CfP: Hidden Worlds: Histories of Disability Things and Material Culture
We are inviting submissions for a hybrid (online and
in-person) workshop Hidden Worlds: Histories of Disability Things and
Material Culture, taking place in September 2023. Abstracts are due May 1
2023.
Hidden Worlds:
Histories of Disability Things and Material Culture
For over two decades, historians of disability have
called for greater engagement with material culture (Katherine Ott, David
Serlin, and Stephen Mihm). Responding to this call, they have extensively
examined prosthetics and wheelchairs, focusing on the processes of
rehabilitation and design. Recently, the Crip Technoscience Manifesto (Aimi
Hamraie and Kelly Fritsch) has encouraged historians to consider how disabled
people have played more active roles in hacking, tinkering and re-purposing the
material artifacts that have animated their everyday lives. The focus on
disability things (Katherine Ott) is a strategic attempt to centre how users
lived with these ‘things’ and to broaden what historians usually consider as
technologies. We want to encourage papers to think critically about the
artefacts that have constituted the everyday lives of disabled people, and to
explore conventional disability technologies in new and creative ways.
Topics may address, but need not be limited to, the
following broad themes:
- Tinkering architecture to build accessible worlds
- Assistive and Health Technologies (including resistance and
non-use)
- Re-purposed/modified mundane artefacts (anything from beds to
Tupperware)
- Improvised, bespoke solutions
- Tacit and embodied knowledge
- Negotiations, power and social hierarchies
- Diverse roles of disabled people throughout a technology’s life
cycle.
Practical Details
Titles and abstracts (300 words maximum) as well as
general queries should be addressed to Neil Pemberton and Beck Heslop by May 1 2023. Accommodation and travel costs for invited participants will be
covered by the organisers.
We are committed to making this event as accessible as
possible and welcome any suggestions for how we might achieve this.
The hybrid workshop will be based at the University of
Manchester (UK) on Wed 13th-15th September 2023.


Scan the listing below. Report each line that includes "Placebo".

MATERIAL PROVIDED:
=-=-=
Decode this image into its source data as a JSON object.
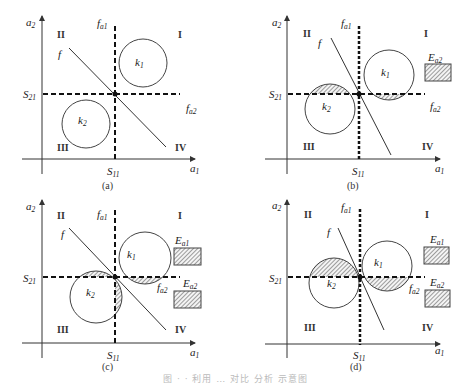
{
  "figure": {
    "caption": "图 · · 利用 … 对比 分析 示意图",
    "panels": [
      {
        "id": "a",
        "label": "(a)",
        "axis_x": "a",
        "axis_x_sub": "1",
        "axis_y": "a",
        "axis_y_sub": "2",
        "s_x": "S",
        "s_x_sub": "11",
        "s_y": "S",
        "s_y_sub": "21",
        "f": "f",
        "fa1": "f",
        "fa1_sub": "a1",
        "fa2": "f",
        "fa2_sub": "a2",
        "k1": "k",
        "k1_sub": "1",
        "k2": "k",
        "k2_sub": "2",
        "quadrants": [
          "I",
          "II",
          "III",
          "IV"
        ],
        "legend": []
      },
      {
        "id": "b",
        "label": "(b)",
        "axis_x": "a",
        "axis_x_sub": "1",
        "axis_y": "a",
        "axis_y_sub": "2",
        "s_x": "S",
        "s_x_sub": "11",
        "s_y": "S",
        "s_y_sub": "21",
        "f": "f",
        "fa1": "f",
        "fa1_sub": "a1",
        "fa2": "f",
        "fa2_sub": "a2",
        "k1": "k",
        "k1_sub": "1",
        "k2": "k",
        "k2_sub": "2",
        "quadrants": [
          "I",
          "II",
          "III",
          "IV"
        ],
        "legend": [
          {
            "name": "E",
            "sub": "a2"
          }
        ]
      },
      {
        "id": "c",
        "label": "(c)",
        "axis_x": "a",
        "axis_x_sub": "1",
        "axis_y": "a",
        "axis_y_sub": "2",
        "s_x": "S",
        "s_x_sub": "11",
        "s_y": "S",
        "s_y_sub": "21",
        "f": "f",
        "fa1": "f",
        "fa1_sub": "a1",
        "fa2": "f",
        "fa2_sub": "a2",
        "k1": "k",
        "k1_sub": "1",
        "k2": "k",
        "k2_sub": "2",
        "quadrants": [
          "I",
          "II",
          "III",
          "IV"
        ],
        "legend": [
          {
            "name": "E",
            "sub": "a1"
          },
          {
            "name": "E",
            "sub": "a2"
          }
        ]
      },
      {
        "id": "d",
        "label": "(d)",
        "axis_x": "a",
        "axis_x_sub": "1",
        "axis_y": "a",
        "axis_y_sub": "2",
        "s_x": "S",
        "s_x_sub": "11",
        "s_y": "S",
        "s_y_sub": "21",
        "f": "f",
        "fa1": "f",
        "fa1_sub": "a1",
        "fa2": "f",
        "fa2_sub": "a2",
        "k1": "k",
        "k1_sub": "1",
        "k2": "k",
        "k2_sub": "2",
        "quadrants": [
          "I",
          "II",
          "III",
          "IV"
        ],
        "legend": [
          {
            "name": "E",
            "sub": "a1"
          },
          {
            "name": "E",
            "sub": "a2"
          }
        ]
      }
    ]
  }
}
=-=-=
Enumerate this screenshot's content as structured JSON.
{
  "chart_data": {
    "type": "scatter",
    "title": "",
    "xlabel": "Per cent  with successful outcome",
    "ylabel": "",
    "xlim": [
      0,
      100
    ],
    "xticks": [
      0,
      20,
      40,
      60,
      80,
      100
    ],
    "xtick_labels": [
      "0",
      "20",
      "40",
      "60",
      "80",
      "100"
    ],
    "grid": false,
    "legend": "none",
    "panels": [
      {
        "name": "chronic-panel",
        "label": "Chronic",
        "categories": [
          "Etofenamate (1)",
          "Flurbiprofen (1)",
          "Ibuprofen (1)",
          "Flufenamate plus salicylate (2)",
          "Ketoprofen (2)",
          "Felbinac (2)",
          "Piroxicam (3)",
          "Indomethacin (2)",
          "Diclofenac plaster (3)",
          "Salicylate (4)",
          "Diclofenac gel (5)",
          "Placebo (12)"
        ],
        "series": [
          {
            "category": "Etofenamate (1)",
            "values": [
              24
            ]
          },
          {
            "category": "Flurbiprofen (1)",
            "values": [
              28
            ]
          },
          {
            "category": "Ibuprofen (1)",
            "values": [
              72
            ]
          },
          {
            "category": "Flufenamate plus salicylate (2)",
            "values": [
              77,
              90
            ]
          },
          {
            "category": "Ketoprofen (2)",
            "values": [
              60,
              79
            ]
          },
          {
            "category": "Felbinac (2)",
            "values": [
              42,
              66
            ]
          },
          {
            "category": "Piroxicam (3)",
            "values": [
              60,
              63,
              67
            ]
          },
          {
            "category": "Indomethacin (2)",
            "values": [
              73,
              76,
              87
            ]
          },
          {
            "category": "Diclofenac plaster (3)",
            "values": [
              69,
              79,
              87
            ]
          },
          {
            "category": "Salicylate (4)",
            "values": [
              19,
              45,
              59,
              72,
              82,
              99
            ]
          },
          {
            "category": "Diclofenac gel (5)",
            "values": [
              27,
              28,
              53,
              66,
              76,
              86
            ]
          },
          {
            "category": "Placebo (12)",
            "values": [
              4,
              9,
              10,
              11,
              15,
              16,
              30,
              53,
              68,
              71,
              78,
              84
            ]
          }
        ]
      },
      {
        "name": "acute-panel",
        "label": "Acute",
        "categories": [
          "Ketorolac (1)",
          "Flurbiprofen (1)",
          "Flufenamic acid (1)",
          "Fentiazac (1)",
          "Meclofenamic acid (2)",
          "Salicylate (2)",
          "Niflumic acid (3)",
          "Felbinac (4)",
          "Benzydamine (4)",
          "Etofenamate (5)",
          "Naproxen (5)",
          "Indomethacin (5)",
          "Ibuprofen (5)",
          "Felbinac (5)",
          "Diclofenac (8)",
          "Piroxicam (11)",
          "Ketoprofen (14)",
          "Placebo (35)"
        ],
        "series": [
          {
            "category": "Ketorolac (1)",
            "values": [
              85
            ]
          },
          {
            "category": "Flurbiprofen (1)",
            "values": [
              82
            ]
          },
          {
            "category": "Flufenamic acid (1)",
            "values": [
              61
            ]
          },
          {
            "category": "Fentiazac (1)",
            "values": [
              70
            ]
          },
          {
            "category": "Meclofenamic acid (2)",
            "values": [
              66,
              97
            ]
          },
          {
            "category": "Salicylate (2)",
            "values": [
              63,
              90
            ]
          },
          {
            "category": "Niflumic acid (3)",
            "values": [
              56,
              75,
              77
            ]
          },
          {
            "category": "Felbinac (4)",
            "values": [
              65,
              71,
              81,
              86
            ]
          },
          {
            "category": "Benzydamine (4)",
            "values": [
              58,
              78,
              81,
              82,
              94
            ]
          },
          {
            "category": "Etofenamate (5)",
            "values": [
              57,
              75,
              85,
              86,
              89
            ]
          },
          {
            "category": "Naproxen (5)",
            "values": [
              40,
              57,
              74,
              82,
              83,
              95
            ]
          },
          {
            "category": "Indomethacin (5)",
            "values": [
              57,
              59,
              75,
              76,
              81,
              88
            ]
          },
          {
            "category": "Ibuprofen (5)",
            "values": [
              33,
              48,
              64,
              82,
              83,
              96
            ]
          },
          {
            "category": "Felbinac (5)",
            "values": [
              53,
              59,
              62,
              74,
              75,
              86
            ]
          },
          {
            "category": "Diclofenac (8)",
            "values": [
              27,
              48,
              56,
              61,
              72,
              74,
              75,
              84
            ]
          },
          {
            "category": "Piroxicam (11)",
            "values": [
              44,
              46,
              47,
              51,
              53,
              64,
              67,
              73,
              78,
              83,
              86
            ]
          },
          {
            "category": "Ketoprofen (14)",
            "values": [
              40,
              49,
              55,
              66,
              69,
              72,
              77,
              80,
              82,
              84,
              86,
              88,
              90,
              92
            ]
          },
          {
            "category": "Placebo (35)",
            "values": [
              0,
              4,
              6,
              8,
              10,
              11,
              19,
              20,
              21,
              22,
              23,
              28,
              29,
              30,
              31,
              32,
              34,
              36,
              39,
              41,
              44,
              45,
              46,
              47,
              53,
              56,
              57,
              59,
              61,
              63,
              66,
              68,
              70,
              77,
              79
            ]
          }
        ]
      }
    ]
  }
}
=-=-=
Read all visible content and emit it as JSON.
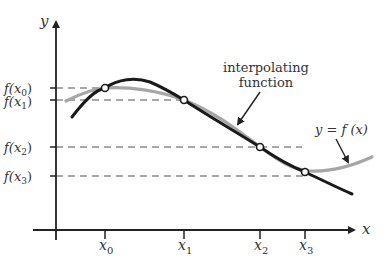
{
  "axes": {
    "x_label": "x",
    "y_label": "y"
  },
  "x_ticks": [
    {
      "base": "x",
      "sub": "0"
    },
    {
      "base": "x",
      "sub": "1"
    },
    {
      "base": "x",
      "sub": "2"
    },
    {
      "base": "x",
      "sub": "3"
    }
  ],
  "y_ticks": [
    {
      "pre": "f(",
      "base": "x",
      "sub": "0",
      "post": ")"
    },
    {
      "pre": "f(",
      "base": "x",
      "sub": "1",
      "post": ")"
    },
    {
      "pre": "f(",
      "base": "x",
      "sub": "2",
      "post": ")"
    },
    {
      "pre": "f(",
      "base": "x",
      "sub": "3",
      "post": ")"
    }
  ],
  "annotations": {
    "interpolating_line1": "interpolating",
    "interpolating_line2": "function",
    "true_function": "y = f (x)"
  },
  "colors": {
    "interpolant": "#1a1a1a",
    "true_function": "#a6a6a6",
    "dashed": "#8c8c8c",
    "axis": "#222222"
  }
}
=-=-=
RESPONSE TO THIS TASK:
          "Placebo (12)"
            "category": "Placebo (12)",
          "Placebo (35)"
            "category": "Placebo (35)",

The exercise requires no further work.